Exercise goal
Write out all of the data again, exactly as it reads.

____ Task input

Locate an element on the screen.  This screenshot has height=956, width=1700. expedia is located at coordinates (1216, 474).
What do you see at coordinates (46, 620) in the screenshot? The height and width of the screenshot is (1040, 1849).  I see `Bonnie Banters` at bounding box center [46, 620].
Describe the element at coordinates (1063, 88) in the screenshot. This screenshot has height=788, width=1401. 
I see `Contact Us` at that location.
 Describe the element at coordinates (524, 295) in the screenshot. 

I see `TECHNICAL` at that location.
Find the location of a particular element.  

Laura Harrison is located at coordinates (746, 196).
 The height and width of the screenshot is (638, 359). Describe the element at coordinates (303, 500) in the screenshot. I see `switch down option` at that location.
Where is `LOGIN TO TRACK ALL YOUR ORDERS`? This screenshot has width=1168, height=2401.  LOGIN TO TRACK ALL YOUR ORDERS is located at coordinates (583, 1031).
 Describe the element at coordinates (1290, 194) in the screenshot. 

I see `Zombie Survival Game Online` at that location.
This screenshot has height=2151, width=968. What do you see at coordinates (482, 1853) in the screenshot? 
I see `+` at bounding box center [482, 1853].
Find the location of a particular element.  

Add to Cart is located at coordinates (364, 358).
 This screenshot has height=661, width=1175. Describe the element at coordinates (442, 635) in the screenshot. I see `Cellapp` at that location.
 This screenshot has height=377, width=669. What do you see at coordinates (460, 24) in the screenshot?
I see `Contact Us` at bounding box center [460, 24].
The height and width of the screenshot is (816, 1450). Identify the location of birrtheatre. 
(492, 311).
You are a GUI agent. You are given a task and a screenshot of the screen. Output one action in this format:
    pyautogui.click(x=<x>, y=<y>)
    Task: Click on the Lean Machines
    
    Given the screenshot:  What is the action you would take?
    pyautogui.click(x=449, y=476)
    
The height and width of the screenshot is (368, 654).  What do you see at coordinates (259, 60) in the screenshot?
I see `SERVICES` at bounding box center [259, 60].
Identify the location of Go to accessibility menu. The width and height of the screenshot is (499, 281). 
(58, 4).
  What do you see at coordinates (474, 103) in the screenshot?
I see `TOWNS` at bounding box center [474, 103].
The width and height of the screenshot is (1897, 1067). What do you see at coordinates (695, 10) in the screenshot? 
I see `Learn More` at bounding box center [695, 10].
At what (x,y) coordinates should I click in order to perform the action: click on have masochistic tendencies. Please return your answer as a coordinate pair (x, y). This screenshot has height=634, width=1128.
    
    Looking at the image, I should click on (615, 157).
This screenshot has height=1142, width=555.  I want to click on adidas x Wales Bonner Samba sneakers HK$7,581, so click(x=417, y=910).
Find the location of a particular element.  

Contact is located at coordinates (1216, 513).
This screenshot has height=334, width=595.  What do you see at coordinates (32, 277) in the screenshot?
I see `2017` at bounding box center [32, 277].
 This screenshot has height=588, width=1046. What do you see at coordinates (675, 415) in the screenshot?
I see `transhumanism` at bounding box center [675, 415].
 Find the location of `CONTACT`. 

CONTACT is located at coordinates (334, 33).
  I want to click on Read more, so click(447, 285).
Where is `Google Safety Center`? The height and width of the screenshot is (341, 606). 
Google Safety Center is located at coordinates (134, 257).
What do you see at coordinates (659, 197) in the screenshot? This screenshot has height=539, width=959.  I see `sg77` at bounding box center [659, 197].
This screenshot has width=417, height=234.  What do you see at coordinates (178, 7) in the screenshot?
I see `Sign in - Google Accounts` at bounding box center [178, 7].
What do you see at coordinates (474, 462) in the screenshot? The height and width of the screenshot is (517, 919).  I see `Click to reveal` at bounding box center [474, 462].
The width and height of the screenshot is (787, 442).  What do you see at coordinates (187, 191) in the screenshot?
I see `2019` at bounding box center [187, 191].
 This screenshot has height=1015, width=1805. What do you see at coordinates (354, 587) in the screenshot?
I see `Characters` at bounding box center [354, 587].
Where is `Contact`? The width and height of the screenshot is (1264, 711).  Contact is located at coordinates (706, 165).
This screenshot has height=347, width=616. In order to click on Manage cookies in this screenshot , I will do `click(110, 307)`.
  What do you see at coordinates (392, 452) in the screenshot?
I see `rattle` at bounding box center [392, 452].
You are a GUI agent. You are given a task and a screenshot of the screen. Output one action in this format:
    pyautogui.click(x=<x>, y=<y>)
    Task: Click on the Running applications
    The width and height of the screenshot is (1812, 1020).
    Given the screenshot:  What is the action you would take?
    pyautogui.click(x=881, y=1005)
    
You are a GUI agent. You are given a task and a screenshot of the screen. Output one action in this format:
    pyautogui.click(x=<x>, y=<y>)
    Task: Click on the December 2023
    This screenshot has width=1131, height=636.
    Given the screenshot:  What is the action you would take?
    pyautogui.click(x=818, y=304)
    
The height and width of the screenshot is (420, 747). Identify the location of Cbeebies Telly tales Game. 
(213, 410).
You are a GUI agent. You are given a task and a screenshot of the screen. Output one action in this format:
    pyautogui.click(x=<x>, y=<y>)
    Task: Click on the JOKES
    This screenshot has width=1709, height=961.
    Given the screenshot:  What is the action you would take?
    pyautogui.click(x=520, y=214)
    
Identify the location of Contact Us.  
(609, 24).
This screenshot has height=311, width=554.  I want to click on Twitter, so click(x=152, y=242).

________

Solution
Locate an element on the screen.  This screenshot has height=956, width=1700. expedia is located at coordinates (1216, 474).
What do you see at coordinates (46, 620) in the screenshot? The height and width of the screenshot is (1040, 1849).  I see `Bonnie Banters` at bounding box center [46, 620].
Describe the element at coordinates (1063, 88) in the screenshot. This screenshot has height=788, width=1401. 
I see `Contact Us` at that location.
 Describe the element at coordinates (524, 295) in the screenshot. 

I see `TECHNICAL` at that location.
Find the location of a particular element.  

Laura Harrison is located at coordinates (746, 196).
 The height and width of the screenshot is (638, 359). Describe the element at coordinates (303, 500) in the screenshot. I see `switch down option` at that location.
Where is `LOGIN TO TRACK ALL YOUR ORDERS`? This screenshot has width=1168, height=2401.  LOGIN TO TRACK ALL YOUR ORDERS is located at coordinates (583, 1031).
 Describe the element at coordinates (1290, 194) in the screenshot. 

I see `Zombie Survival Game Online` at that location.
This screenshot has height=2151, width=968. What do you see at coordinates (482, 1853) in the screenshot? 
I see `+` at bounding box center [482, 1853].
Find the location of a particular element.  

Add to Cart is located at coordinates (364, 358).
 This screenshot has height=661, width=1175. Describe the element at coordinates (442, 635) in the screenshot. I see `Cellapp` at that location.
 This screenshot has height=377, width=669. What do you see at coordinates (460, 24) in the screenshot?
I see `Contact Us` at bounding box center [460, 24].
The height and width of the screenshot is (816, 1450). Identify the location of birrtheatre. 
(492, 311).
You are a GUI agent. You are given a task and a screenshot of the screen. Output one action in this format:
    pyautogui.click(x=<x>, y=<y>)
    Task: Click on the Lean Machines
    
    Given the screenshot:  What is the action you would take?
    pyautogui.click(x=449, y=476)
    
The height and width of the screenshot is (368, 654).  What do you see at coordinates (259, 60) in the screenshot?
I see `SERVICES` at bounding box center [259, 60].
Identify the location of Go to accessibility menu. The width and height of the screenshot is (499, 281). 
(58, 4).
  What do you see at coordinates (474, 103) in the screenshot?
I see `TOWNS` at bounding box center [474, 103].
The width and height of the screenshot is (1897, 1067). What do you see at coordinates (695, 10) in the screenshot? 
I see `Learn More` at bounding box center [695, 10].
At what (x,y) coordinates should I click in order to perform the action: click on have masochistic tendencies. Please return your answer as a coordinate pair (x, y). This screenshot has height=634, width=1128.
    
    Looking at the image, I should click on (615, 157).
This screenshot has height=1142, width=555.  I want to click on adidas x Wales Bonner Samba sneakers HK$7,581, so click(x=417, y=910).
Find the location of a particular element.  

Contact is located at coordinates (1216, 513).
This screenshot has height=334, width=595.  What do you see at coordinates (32, 277) in the screenshot?
I see `2017` at bounding box center [32, 277].
 This screenshot has height=588, width=1046. What do you see at coordinates (675, 415) in the screenshot?
I see `transhumanism` at bounding box center [675, 415].
 Find the location of `CONTACT`. 

CONTACT is located at coordinates (334, 33).
  I want to click on Read more, so click(447, 285).
Where is `Google Safety Center`? The height and width of the screenshot is (341, 606). 
Google Safety Center is located at coordinates (134, 257).
What do you see at coordinates (659, 197) in the screenshot? This screenshot has height=539, width=959.  I see `sg77` at bounding box center [659, 197].
This screenshot has width=417, height=234.  What do you see at coordinates (178, 7) in the screenshot?
I see `Sign in - Google Accounts` at bounding box center [178, 7].
What do you see at coordinates (474, 462) in the screenshot? The height and width of the screenshot is (517, 919).  I see `Click to reveal` at bounding box center [474, 462].
The width and height of the screenshot is (787, 442).  What do you see at coordinates (187, 191) in the screenshot?
I see `2019` at bounding box center [187, 191].
 This screenshot has height=1015, width=1805. What do you see at coordinates (354, 587) in the screenshot?
I see `Characters` at bounding box center [354, 587].
Where is `Contact`? The width and height of the screenshot is (1264, 711).  Contact is located at coordinates (706, 165).
This screenshot has height=347, width=616. In order to click on Manage cookies in this screenshot , I will do `click(110, 307)`.
  What do you see at coordinates (392, 452) in the screenshot?
I see `rattle` at bounding box center [392, 452].
You are a GUI agent. You are given a task and a screenshot of the screen. Output one action in this format:
    pyautogui.click(x=<x>, y=<y>)
    Task: Click on the Running applications
    The width and height of the screenshot is (1812, 1020).
    Given the screenshot:  What is the action you would take?
    pyautogui.click(x=881, y=1005)
    
You are a GUI agent. You are given a task and a screenshot of the screen. Output one action in this format:
    pyautogui.click(x=<x>, y=<y>)
    Task: Click on the December 2023
    This screenshot has width=1131, height=636.
    Given the screenshot:  What is the action you would take?
    pyautogui.click(x=818, y=304)
    
The height and width of the screenshot is (420, 747). Identify the location of Cbeebies Telly tales Game. 
(213, 410).
You are a GUI agent. You are given a task and a screenshot of the screen. Output one action in this format:
    pyautogui.click(x=<x>, y=<y>)
    Task: Click on the JOKES
    This screenshot has width=1709, height=961.
    Given the screenshot:  What is the action you would take?
    pyautogui.click(x=520, y=214)
    
Identify the location of Contact Us.  
(609, 24).
This screenshot has height=311, width=554.  I want to click on Twitter, so click(x=152, y=242).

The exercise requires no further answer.